By Caitjan Gainty, PhD
Dr. Joseph DeLee’s obstetrical training films were made to instruct those less experienced and demonstrate to the medical profession that obstetricians were every bit the consummate professionals.
Read EssayBy Caitjan Gainty, PhD
Dr. Joseph DeLee’s obstetrical training films were made to instruct those less experienced and demonstrate to the medical profession that obstetricians were every bit the consummate professionals.
Read EssayBy Magnus Vollset, PhD and Michael Sappol, PhD
Leprosy in India [Lepra in India in the original German] is a hard film to watch. In the course of its 12 minutes, it puts before the camera patients who suffer from a variety of symptoms, ranging from mild discoloration of the skin to terrible facial and bodily disfigurement, and loss of fingers and toes.
By Tatjana Buklijas, Birgit Nemec, and Katrin Pilz
Sometime in the last century a fragment of silent film landed at the National Library of Medicine. Like many of the older films in the collection, how it got there is a mystery: no paperwork survives to tell the tale; no other prints of the film appear to have survived; no other sources on its making or showing have turned up.
Read EssayBy Nikolai Krementsov, PhD
Among the many old motion pictures shelved in the collection of the National Library of Medicine is a uniquely strange two-reel 16 millimeter film, with an ungainly title: Neural and Humoral Factors in the Regulation of Bodily Functions (Research on Conjoined Twins).
By Mark S. Micale
Schizophrenia was a new diagnosis in interwar American medicine. Invented in 1911 by Swiss psychiatrist Eugen Bleuler (1857–1939), the term gradually supplanted “dementia praecox,” which after World War I was associated too closely with German psychiatry.
By Zoe Beloff
A tiny, black-robed woman scurries down a deserted street and ducks into an alley overgrown with ivy.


→ **Problem to work on**
Lines from the records below that contain the word "used" are to be copied out.

Saved data entries:
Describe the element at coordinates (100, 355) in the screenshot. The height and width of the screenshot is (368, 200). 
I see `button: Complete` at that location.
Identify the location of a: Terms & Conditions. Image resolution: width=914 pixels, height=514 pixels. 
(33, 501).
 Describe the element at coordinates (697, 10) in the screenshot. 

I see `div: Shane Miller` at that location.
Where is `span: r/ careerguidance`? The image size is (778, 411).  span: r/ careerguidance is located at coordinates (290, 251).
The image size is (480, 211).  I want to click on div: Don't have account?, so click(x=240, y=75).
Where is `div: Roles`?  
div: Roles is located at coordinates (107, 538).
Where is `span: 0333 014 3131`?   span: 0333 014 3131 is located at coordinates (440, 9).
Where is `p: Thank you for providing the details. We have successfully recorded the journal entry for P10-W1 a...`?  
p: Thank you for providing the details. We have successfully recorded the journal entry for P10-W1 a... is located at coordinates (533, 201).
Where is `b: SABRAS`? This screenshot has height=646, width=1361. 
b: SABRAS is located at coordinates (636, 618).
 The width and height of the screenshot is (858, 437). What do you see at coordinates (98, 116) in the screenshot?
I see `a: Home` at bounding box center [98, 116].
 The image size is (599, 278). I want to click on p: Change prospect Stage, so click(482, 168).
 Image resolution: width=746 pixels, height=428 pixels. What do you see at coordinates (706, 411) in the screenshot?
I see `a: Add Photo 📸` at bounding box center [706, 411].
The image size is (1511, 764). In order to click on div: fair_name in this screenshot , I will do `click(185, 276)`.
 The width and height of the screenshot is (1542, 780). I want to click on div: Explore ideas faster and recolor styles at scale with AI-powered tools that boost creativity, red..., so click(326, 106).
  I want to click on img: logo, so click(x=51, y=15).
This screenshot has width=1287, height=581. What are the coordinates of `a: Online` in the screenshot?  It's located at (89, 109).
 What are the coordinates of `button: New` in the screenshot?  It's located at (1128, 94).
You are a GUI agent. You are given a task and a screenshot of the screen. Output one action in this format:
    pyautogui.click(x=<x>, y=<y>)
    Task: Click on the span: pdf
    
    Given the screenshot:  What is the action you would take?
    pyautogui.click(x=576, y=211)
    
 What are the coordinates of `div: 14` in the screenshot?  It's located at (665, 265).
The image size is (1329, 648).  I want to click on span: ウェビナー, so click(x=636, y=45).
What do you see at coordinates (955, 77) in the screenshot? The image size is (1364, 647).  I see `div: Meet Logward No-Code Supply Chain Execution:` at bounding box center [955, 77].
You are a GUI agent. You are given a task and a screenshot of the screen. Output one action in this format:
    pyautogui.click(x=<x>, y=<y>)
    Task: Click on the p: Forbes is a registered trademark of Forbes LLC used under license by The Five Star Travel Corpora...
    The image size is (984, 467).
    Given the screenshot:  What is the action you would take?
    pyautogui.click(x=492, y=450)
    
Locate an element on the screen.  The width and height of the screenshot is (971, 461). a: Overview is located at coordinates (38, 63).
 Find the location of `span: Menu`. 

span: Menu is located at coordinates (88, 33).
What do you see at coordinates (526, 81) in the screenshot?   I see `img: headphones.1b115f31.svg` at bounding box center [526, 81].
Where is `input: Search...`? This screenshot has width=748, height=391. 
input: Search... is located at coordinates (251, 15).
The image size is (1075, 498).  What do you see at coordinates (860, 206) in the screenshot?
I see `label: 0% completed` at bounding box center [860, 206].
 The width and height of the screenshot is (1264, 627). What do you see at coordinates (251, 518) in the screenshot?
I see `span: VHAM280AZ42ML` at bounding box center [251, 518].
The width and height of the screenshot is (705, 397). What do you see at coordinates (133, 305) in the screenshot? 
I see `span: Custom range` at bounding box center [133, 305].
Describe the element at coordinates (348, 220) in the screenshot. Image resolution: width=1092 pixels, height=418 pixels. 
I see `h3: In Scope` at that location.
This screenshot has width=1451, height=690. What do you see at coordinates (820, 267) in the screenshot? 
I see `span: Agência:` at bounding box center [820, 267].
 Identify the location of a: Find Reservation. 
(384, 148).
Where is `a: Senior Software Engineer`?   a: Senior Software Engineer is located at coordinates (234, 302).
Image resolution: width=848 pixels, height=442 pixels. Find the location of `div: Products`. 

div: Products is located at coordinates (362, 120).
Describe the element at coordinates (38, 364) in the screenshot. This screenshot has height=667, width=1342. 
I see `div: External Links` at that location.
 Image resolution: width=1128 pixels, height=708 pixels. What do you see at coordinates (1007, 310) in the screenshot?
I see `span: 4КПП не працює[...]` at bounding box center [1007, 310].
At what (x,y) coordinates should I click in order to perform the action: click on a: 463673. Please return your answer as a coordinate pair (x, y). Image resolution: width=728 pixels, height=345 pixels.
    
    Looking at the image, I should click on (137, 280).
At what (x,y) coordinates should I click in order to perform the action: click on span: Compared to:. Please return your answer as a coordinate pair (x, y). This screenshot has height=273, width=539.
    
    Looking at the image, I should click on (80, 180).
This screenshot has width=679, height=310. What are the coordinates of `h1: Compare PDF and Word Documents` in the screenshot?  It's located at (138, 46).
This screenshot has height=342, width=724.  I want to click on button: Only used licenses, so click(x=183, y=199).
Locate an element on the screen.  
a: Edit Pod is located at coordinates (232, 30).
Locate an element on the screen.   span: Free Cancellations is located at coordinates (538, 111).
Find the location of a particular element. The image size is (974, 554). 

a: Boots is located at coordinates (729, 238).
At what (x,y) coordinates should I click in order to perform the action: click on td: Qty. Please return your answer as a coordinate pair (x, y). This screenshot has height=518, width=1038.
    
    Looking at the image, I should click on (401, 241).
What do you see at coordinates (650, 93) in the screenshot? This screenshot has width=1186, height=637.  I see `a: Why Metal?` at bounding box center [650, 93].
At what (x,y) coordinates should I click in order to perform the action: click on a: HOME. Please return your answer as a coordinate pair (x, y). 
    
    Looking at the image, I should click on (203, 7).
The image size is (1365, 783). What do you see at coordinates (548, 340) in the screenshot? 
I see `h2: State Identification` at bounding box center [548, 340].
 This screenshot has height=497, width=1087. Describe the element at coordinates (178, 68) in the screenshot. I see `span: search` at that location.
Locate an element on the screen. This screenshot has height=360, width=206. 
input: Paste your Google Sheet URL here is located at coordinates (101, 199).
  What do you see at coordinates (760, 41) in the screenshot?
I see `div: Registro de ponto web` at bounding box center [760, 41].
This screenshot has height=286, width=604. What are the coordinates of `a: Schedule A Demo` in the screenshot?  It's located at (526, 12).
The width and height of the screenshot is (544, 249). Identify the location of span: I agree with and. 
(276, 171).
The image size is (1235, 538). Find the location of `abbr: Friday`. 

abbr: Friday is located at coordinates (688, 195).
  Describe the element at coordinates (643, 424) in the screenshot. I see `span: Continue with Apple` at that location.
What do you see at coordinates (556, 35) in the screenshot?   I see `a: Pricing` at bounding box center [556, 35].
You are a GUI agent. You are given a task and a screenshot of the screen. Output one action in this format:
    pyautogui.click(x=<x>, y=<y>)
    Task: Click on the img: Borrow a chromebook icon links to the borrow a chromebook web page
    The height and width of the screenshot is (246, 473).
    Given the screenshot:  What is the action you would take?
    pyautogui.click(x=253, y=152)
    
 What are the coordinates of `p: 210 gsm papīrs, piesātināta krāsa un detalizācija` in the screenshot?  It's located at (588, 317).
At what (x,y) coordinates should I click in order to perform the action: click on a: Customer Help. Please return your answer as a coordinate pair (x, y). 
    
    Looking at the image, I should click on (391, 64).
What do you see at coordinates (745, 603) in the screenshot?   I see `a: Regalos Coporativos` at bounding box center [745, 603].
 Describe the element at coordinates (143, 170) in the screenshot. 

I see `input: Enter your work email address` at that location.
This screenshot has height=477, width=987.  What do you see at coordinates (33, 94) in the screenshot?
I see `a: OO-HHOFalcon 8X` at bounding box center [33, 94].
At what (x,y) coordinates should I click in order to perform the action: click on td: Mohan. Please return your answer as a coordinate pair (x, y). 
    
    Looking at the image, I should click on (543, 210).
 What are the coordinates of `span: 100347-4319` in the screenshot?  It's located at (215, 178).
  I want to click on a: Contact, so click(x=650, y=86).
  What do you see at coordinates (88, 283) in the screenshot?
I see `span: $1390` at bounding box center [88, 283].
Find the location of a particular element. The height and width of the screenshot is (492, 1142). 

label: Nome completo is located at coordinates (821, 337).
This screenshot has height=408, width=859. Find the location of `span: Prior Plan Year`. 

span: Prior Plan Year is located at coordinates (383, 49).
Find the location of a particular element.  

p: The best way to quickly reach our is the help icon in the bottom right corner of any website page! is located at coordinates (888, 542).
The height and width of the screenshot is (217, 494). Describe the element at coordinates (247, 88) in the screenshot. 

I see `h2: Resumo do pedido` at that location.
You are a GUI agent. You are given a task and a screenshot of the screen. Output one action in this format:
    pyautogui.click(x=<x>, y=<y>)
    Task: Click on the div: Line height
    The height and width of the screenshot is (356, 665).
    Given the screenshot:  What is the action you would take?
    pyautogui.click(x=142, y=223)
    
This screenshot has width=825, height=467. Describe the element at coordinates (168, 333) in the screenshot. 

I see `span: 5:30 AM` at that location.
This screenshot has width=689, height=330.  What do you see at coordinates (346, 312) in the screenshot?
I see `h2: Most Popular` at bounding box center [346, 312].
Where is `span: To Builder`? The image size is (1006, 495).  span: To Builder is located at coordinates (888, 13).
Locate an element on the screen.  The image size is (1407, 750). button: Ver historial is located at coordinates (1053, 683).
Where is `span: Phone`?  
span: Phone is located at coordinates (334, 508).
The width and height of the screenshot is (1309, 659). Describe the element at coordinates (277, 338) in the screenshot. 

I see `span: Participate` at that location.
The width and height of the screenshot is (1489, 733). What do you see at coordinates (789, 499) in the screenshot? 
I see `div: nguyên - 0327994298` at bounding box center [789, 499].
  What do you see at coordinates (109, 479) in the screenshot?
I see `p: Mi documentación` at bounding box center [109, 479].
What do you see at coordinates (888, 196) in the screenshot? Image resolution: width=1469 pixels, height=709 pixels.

→ **Solution to the exercise**
    Task: Click on the p: Forbes is a registered trademark of Forbes LLC used under license by The Five Star Travel Corpora...
This screenshot has height=342, width=724.  I want to click on button: Only used licenses, so click(x=183, y=199).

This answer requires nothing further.